Capella Bio harnesses a virtual global team to a targeted antibody R&D strategy

Don't look for Capella Bioscience to try and compete with anyone in terms of staff size and facilities.

Steve Holmes

The year-old, London-based biotech fledgling is operated by one full-timer--Chief Operating Officer Steve Holmes--aligned with a trio of investors/advisers who have all known each other for years, three CROs and two academic group collaborators split between the U.S. and the U.K. The venture investors have now put up a $15.7 million A round to fund a lineup of preclinical programs aimed at cherry-picking one very promising antibody that can be taken into clinical development in a couple of years.

Over the past year, Holmes and his partners have been sussing out the potential of new antibodies that are being aimed at some hard targets. Antibodies, of course, are not new in biotech. And Capella isn't claiming the creation of any radical new antibody platform tech.

"Antibody development can be routine," says Holmes, a veteran of Domantis, GlaxoSmithKline ($GSK) and Kymab. The big opportunity is finding the right target, complete with the kind of biomarkers and genetic profiles that can clearly illuminate commercial potential at an early stage of development.

"The target is the key," says the COO of the virtual biotech, "not the technology for getting there."

Holmes is working with three key venture figures: Raj Parekh with Advent Life Sciences, Don Drakeman, who co-founded Medarex and Genmab before joining Advent, and Kevin Johnson, a partner at Medicxi Ventures, made up of the life sciences team at Index, which recently split from the tech group to focus on biotech. Johnson's background includes his own work in antibodies, including a stint at Cambridge Antibody Technology, or CAT, which was acquired by AstraZeneca ($AZN).

Advent, Medicxi and Osage University Partners put up the funds.

In many ways, Capella is a great, perhaps extreme, example of the kind of R&D work that Medicxi--which just completed a $230 million fund--likes to invest in. The team is skeptical of the showy, $100-million-plus megarounds that have become popular in biotech on both sides of the Atlantic, preferring to stick with lean-and-mean biotechs/projects run by experienced execs sharing relationships that can extend back decades. Familiarity with the science is given a premium, all ambitious development efforts are considered hard and risky and if something doesn't work, they're quick to get out and go hunt up something new. Overhead tends to stay tight and low, if not semiclaustrophobic. It helps that the academic collaborators in San Diego and the U.K. are doing much of the work, along with the CROs, and the investors are providing some hands-on assistance as Holmes offers up the targets.

Right now, there are two lead preclinical programs being worked on at Capella, focusing on Crohn's disease/ulcerative colitis and fibrosis, with two backups in the works. And if a pharma company likes what it sees over the next couple of years, Capella and its backers will be ready to talk terms as it tinkers with the early-stage pipeline.

To be sure, antibody development may be somewhat routine now, but KaloBios set out with a plan to build an antibody company based on existing tech, and after repeated failures finds itself trying to regroup in bankruptcy. That cautionary tale underscores the notion that antibody development is harder than it may look at first blush.

"It'll come down to the commercial attractiveness, or otherwise, of what we develop," noted Medicxi's Kevin Johnson in a message to me. "We have a few heavy duty mab/Pharma people such as Don Drakeman associated with the company. But the main thing is we're not wedded to any particular technology or target. We started with several targets and specified up front what characteristics a mab would need be truly outstanding, and shot for that. If we didn't get it, fine, we killed the program and moved on. What we have now is a couple of programs that have survived (we didn't expect any of them to work actually) and will cherry pick one of those to develop further.

"What we have left looks pretty exciting in my opinion!"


▶ What the task requires
Once the pictures are removed, output the remaining entries exactly as given.

-- Exercise data follows --

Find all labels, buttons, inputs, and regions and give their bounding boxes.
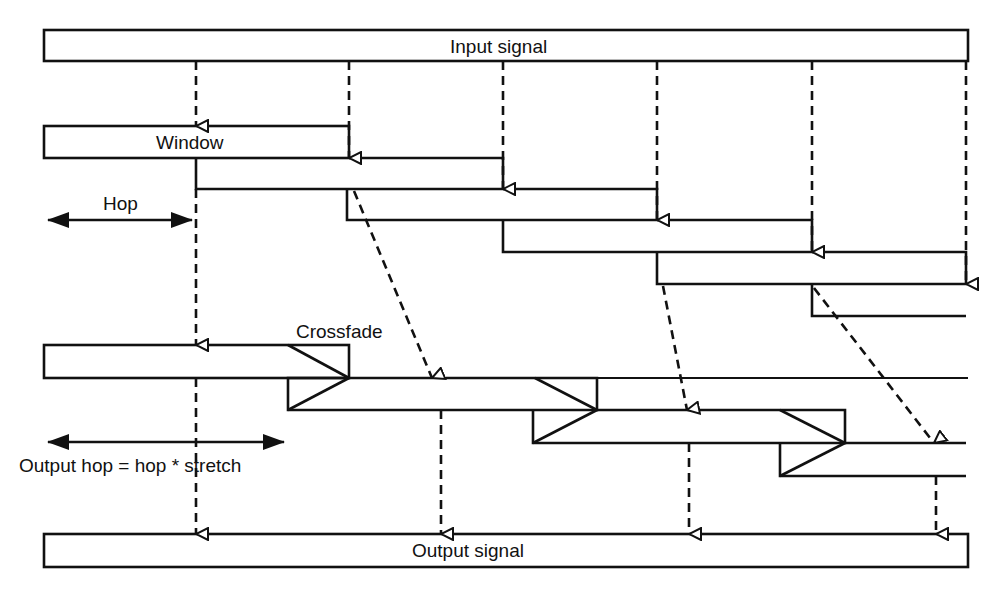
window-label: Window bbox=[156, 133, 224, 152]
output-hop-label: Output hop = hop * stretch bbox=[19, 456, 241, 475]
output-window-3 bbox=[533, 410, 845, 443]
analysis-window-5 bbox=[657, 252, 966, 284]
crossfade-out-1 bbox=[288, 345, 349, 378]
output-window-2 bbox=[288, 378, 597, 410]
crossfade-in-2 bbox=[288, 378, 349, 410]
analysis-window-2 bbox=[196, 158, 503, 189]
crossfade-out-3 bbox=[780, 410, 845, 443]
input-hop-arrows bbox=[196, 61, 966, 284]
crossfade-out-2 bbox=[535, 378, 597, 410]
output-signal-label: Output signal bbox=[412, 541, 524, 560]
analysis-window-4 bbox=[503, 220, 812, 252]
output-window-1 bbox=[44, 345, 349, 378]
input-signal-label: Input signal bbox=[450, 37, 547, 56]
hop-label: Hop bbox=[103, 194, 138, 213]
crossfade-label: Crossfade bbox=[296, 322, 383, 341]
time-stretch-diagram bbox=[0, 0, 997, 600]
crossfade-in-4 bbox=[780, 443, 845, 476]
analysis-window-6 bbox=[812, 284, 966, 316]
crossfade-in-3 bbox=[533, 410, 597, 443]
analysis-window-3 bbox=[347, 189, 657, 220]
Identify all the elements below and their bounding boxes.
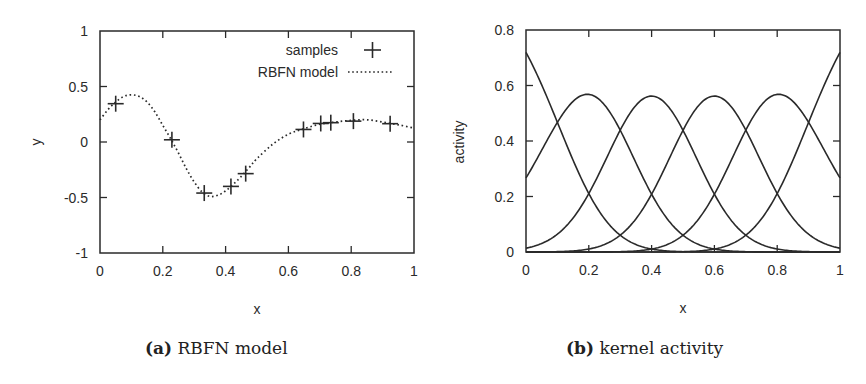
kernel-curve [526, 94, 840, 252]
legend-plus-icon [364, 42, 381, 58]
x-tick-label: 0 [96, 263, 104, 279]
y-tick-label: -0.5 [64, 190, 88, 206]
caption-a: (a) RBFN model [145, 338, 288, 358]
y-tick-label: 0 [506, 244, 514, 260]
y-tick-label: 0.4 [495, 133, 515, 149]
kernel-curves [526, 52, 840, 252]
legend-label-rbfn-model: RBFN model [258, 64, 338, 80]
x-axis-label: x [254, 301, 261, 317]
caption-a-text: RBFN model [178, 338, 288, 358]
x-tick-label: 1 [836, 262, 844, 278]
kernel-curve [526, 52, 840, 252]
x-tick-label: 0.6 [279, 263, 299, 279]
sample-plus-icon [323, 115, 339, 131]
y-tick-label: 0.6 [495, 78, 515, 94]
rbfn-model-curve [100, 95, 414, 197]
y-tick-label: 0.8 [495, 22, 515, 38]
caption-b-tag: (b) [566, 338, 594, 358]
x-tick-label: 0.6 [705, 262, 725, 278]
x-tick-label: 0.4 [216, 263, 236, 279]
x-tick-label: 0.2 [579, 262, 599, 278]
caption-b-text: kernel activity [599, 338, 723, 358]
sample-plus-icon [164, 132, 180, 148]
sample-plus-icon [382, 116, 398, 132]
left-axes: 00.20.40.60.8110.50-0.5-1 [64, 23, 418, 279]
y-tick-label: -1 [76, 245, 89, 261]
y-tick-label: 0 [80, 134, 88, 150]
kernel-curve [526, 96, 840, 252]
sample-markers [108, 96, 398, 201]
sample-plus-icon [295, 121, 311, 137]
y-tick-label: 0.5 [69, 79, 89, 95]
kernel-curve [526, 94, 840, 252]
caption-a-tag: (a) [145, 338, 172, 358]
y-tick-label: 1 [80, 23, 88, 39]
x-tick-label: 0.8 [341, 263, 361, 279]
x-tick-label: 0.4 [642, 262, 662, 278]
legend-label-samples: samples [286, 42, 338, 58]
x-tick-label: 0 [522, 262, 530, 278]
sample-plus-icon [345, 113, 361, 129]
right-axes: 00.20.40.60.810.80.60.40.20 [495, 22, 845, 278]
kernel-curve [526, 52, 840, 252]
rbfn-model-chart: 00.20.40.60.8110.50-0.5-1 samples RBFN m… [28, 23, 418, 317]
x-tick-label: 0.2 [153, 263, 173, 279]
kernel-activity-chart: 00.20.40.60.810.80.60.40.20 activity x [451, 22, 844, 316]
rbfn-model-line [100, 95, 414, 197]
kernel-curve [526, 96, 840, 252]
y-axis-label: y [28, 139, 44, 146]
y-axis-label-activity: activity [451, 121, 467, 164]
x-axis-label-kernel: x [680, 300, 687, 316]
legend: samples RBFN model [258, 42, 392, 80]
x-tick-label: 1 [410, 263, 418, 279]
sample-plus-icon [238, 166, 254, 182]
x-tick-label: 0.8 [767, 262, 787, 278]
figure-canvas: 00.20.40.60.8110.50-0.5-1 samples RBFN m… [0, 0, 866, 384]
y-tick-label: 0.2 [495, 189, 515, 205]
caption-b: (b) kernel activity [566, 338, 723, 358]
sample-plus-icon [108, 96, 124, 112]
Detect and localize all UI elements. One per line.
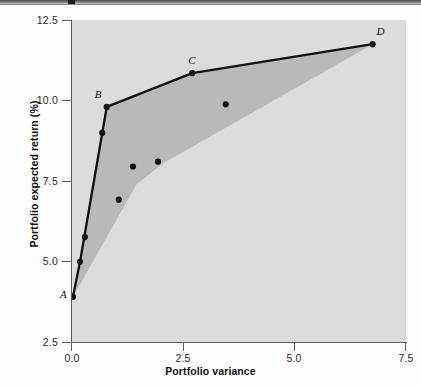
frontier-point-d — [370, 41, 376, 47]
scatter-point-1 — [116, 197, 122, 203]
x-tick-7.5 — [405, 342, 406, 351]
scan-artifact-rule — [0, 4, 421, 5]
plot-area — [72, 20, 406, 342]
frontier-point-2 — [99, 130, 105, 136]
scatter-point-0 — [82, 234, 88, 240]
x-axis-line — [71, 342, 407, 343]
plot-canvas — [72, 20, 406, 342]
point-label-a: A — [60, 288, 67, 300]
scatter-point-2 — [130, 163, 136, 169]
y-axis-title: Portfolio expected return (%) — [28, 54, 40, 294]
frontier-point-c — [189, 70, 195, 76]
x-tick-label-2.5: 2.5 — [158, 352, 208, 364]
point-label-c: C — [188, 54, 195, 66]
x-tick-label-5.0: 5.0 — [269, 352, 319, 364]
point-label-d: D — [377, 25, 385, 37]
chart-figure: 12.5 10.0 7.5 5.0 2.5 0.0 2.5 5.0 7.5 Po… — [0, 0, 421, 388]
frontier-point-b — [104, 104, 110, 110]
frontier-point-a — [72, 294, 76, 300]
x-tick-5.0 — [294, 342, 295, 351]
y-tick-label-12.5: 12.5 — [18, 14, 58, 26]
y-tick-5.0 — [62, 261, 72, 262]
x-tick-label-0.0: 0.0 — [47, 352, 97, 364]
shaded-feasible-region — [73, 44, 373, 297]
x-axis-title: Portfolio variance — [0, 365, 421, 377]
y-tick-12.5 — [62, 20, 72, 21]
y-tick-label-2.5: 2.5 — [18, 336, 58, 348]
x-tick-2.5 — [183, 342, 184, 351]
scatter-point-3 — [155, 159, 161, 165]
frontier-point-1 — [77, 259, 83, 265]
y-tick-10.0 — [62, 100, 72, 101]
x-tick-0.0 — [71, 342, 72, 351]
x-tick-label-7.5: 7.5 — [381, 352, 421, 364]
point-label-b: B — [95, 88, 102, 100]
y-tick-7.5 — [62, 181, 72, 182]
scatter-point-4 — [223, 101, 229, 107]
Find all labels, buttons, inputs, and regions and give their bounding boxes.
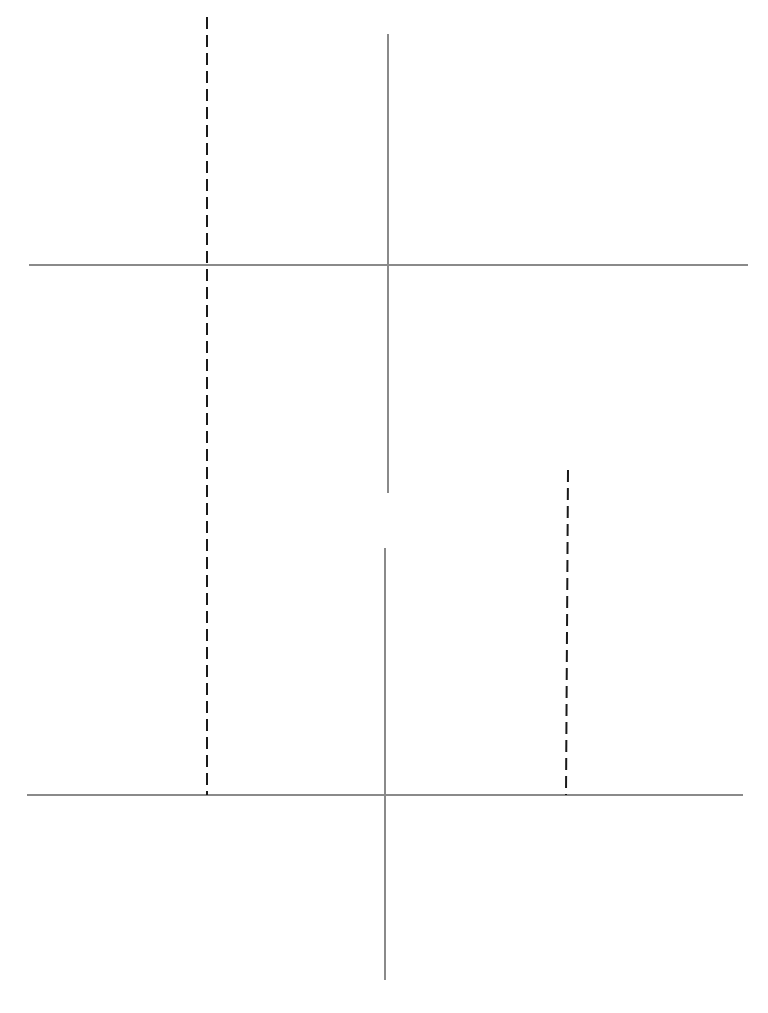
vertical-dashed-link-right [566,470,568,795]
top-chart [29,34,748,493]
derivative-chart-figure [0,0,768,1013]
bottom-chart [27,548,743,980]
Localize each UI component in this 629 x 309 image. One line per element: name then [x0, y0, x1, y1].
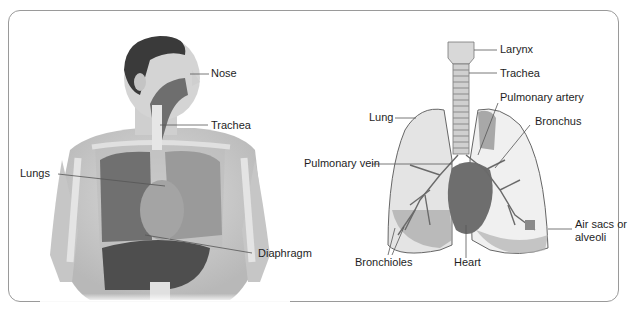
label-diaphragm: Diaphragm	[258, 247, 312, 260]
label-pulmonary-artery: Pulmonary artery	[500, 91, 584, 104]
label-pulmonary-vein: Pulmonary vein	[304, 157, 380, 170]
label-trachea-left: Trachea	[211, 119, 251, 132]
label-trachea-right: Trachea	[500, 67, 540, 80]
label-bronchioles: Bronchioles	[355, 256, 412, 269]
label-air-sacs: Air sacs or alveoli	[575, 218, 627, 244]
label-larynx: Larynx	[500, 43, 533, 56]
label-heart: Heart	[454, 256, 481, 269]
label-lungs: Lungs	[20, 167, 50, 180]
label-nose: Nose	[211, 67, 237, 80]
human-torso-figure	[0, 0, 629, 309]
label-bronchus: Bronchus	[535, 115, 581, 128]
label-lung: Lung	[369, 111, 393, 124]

-- Exercise data concluded --

▶ Answer to this problem
Find all labels, buttons, inputs, and regions and give their bounding boxes.
window-label: Window bbox=[156, 133, 224, 152]
output-hop-label: Output hop = hop * stretch bbox=[19, 456, 241, 475]
output-window-3 bbox=[533, 410, 845, 443]
analysis-window-5 bbox=[657, 252, 966, 284]
crossfade-out-1 bbox=[288, 345, 349, 378]
output-window-2 bbox=[288, 378, 597, 410]
crossfade-in-2 bbox=[288, 378, 349, 410]
analysis-window-2 bbox=[196, 158, 503, 189]
crossfade-out-3 bbox=[780, 410, 845, 443]
input-hop-arrows bbox=[196, 61, 966, 284]
crossfade-out-2 bbox=[535, 378, 597, 410]
output-signal-label: Output signal bbox=[412, 541, 524, 560]
analysis-window-4 bbox=[503, 220, 812, 252]
output-window-1 bbox=[44, 345, 349, 378]
input-signal-label: Input signal bbox=[450, 37, 547, 56]
hop-label: Hop bbox=[103, 194, 138, 213]
crossfade-label: Crossfade bbox=[296, 322, 383, 341]
time-stretch-diagram bbox=[0, 0, 997, 600]
crossfade-in-4 bbox=[780, 443, 845, 476]
analysis-window-6 bbox=[812, 284, 966, 316]
crossfade-in-3 bbox=[533, 410, 597, 443]
analysis-window-3 bbox=[347, 189, 657, 220]
Identify all the elements below and their bounding boxes.
kernel-curve [526, 94, 840, 252]
legend-plus-icon [364, 42, 381, 58]
x-tick-label: 0 [96, 263, 104, 279]
y-tick-label: -0.5 [64, 190, 88, 206]
caption-a: (a) RBFN model [145, 338, 288, 358]
y-tick-label: 0 [506, 244, 514, 260]
y-tick-label: 0.4 [495, 133, 515, 149]
kernel-curves [526, 52, 840, 252]
legend-label-rbfn-model: RBFN model [258, 64, 338, 80]
x-axis-label: x [254, 301, 261, 317]
caption-a-text: RBFN model [178, 338, 288, 358]
x-tick-label: 1 [836, 262, 844, 278]
kernel-curve [526, 52, 840, 252]
x-tick-label: 0.6 [279, 263, 299, 279]
sample-plus-icon [323, 115, 339, 131]
y-tick-label: 0.6 [495, 78, 515, 94]
rbfn-model-curve [100, 95, 414, 197]
y-tick-label: 0.8 [495, 22, 515, 38]
caption-b-tag: (b) [566, 338, 594, 358]
x-tick-label: 0.6 [705, 262, 725, 278]
x-tick-label: 0.4 [216, 263, 236, 279]
x-tick-label: 0.2 [579, 262, 599, 278]
caption-b-text: kernel activity [599, 338, 723, 358]
sample-plus-icon [164, 132, 180, 148]
sample-plus-icon [382, 116, 398, 132]
left-axes: 00.20.40.60.8110.50-0.5-1 [64, 23, 418, 279]
y-tick-label: -1 [76, 245, 89, 261]
y-tick-label: 0 [80, 134, 88, 150]
kernel-curve [526, 96, 840, 252]
sample-markers [108, 96, 398, 201]
sample-plus-icon [295, 121, 311, 137]
y-tick-label: 0.5 [69, 79, 89, 95]
kernel-curve [526, 94, 840, 252]
caption-a-tag: (a) [145, 338, 172, 358]
y-tick-label: 1 [80, 23, 88, 39]
x-tick-label: 0.8 [341, 263, 361, 279]
x-tick-label: 0.4 [642, 262, 662, 278]
legend-label-samples: samples [286, 42, 338, 58]
x-tick-label: 0 [522, 262, 530, 278]
sample-plus-icon [345, 113, 361, 129]
right-axes: 00.20.40.60.810.80.60.40.20 [495, 22, 845, 278]
kernel-curve [526, 52, 840, 252]
rbfn-model-chart: 00.20.40.60.8110.50-0.5-1 samples RBFN m… [28, 23, 418, 317]
x-tick-label: 0.2 [153, 263, 173, 279]
kernel-activity-chart: 00.20.40.60.810.80.60.40.20 activity x [451, 22, 844, 316]
rbfn-model-line [100, 95, 414, 197]
kernel-curve [526, 96, 840, 252]
y-axis-label: y [28, 139, 44, 146]
y-axis-label-activity: activity [451, 121, 467, 164]
x-axis-label-kernel: x [680, 300, 687, 316]
legend: samples RBFN model [258, 42, 392, 80]
x-tick-label: 1 [410, 263, 418, 279]
sample-plus-icon [238, 166, 254, 182]
x-tick-label: 0.8 [767, 262, 787, 278]
figure-canvas: 00.20.40.60.8110.50-0.5-1 samples RBFN m… [0, 0, 866, 384]
y-tick-label: 0.2 [495, 189, 515, 205]
caption-b: (b) kernel activity [566, 338, 723, 358]
sample-plus-icon [108, 96, 124, 112]
Detect and localize all UI elements. One per line.
frontier-point-d — [370, 41, 376, 47]
scatter-point-1 — [116, 197, 122, 203]
x-tick-7.5 — [405, 342, 406, 351]
scan-artifact-rule — [0, 4, 421, 5]
plot-area — [72, 20, 406, 342]
frontier-point-2 — [99, 130, 105, 136]
scatter-point-0 — [82, 234, 88, 240]
x-axis-line — [71, 342, 407, 343]
plot-canvas — [72, 20, 406, 342]
point-label-a: A — [60, 288, 67, 300]
scatter-point-2 — [130, 163, 136, 169]
y-axis-title: Portfolio expected return (%) — [28, 54, 40, 294]
frontier-point-c — [189, 70, 195, 76]
x-tick-label-2.5: 2.5 — [158, 352, 208, 364]
point-label-c: C — [188, 54, 195, 66]
x-tick-label-5.0: 5.0 — [269, 352, 319, 364]
point-label-d: D — [377, 25, 385, 37]
chart-figure: 12.5 10.0 7.5 5.0 2.5 0.0 2.5 5.0 7.5 Po… — [0, 0, 421, 388]
frontier-point-b — [104, 104, 110, 110]
frontier-point-a — [72, 294, 76, 300]
x-tick-5.0 — [294, 342, 295, 351]
y-tick-label-12.5: 12.5 — [18, 14, 58, 26]
y-tick-5.0 — [62, 261, 72, 262]
x-tick-label-0.0: 0.0 — [47, 352, 97, 364]
shaded-feasible-region — [73, 44, 373, 297]
x-axis-title: Portfolio variance — [0, 365, 421, 377]
y-tick-12.5 — [62, 20, 72, 21]
y-tick-label-2.5: 2.5 — [18, 336, 58, 348]
x-tick-2.5 — [183, 342, 184, 351]
scatter-point-3 — [155, 159, 161, 165]
frontier-point-1 — [77, 259, 83, 265]
y-tick-10.0 — [62, 100, 72, 101]
x-tick-0.0 — [71, 342, 72, 351]
x-tick-label-7.5: 7.5 — [381, 352, 421, 364]
point-label-b: B — [95, 88, 102, 100]
y-tick-7.5 — [62, 181, 72, 182]
scatter-point-4 — [223, 101, 229, 107]
Find all labels, buttons, inputs, and regions and give their bounding boxes.
vertical-dashed-link-right [566,470,568,795]
top-chart [29,34,748,493]
derivative-chart-figure [0,0,768,1013]
bottom-chart [27,548,743,980]
Localize each UI component in this 629 x 309 image. One line per element: name then [x0, y0, x1, y1].
label-diaphragm: Diaphragm	[258, 247, 312, 260]
label-pulmonary-artery: Pulmonary artery	[500, 91, 584, 104]
label-pulmonary-vein: Pulmonary vein	[304, 157, 380, 170]
label-trachea-left: Trachea	[211, 119, 251, 132]
label-trachea-right: Trachea	[500, 67, 540, 80]
label-bronchioles: Bronchioles	[355, 256, 412, 269]
label-air-sacs: Air sacs or alveoli	[575, 218, 627, 244]
label-larynx: Larynx	[500, 43, 533, 56]
label-heart: Heart	[454, 256, 481, 269]
label-lungs: Lungs	[20, 167, 50, 180]
label-nose: Nose	[211, 67, 237, 80]
human-torso-figure	[0, 0, 629, 309]
label-bronchus: Bronchus	[535, 115, 581, 128]
label-lung: Lung	[369, 111, 393, 124]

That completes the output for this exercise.